Should have been OK unless the cooling pump stopped! At the time, the only way to create a continuous carrier wave was with an "arc transmitter" that is more-or-less exactly what it sounds like, a spark gap transmitter that created and quenched a giant high power spark at a roughly fixed frequency , like an arc lamp. Before that, spark transmitters worked only in morse code by turning the arc on and off. Someone noticed that if you blew air into the arc it changed the amplitude of the "buzz", that was the idea behind the arc phone. This was well before anything like the exotic high-tech "vacuum tube".
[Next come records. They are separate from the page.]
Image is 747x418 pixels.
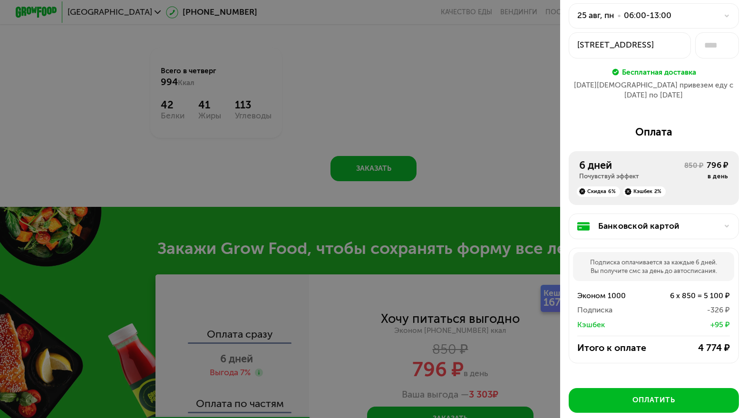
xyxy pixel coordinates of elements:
div: • [617,10,621,22]
div: Оплата [568,126,739,138]
div: 6 x 850 = 5 100 ₽ [638,289,730,302]
div: +95 ₽ [638,318,730,331]
div: Итого к оплате [577,342,661,354]
div: 06:00-13:00 [624,10,671,22]
div: 25 авг, пн [577,10,614,22]
div: [STREET_ADDRESS] [577,39,682,51]
div: в день [706,172,728,180]
div: 796 ₽ [706,159,728,172]
button: [STREET_ADDRESS] [568,32,691,58]
div: Подписка оплачивается за каждые 6 дней. Вы получите смс за день до автосписания. [573,252,733,281]
div: Кэшбек 2% [623,186,665,197]
div: Кэшбек [577,318,638,331]
div: Почувствуй эффект [579,172,684,180]
div: Скидка 6% [577,186,619,197]
div: Эконом 1000 [577,289,638,302]
div: -326 ₽ [638,304,730,316]
div: Банковской картой [598,220,717,232]
div: Подписка [577,304,638,316]
div: [DATE][DEMOGRAPHIC_DATA] привезем еду с [DATE] по [DATE] [568,80,739,101]
div: 6 дней [579,159,684,172]
div: Бесплатная доставка [622,67,696,78]
div: Оплатить [632,395,675,405]
div: 850 ₽ [684,161,703,180]
div: 4 774 ₽ [661,342,730,354]
button: Оплатить [568,388,739,413]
Regarding the politics, obviously my post was not political and I think you are reading a lot more than intended to the comment about politics, it wasn't directed at me as far as I can tell. In fact, I have been studiously avoiding the obvious opportunities to say "I told you so" here and I note that the usual instigators have been unusually silent regarding two blindingly obvious "areas" for comment. That's presumably because the usual instigators were proven definitively *wrong* in virtually their every comment. And also proving that only one "side" were instigating, the rest of us just wanting to talk about model airplanes (or radio history) but were also unwilling to be attacked without a response.
Brett
p.s the most important radio designs and techniques were all invented by ONE GUY! Howard Armstrong invented the Regenerative receiver (greatly increasing the performance and greatly simplifying the design of early radio receivers), the super-regenerative receiver (a vast improvement over the regenerative receiver to the point it was possible to build them for reasonable prices by the tens of millions), the Super-Heterodyne receiver (increasing the performance again and greatly simplifying them again, and the basis for virtually every current radio system, including your cell phone and WiFi), and FM (greatly improving the fidelity, also still used in all sorts of things today). He ended up jumping out a window in frustration of some personal failings while suing RCA over FM, his widow kept the case going for decades and finally won. He was also sued by a borderline huckster named Lee DeForest who "invented" the first amplifying vacuum tube, he ultimately lost in court, but in his testimony, he was the first to explain to everyone, including the supposed "inventor", how it actually worked.
p.p.s Hedy Lamarr did get a patent for a sort of idea vaguely related to "spread spectrum" radio techniques intended to guide torpedos, but definitely *did not invent anything closely related to current cell phone spread-spectrum radio", despite what you may have heard.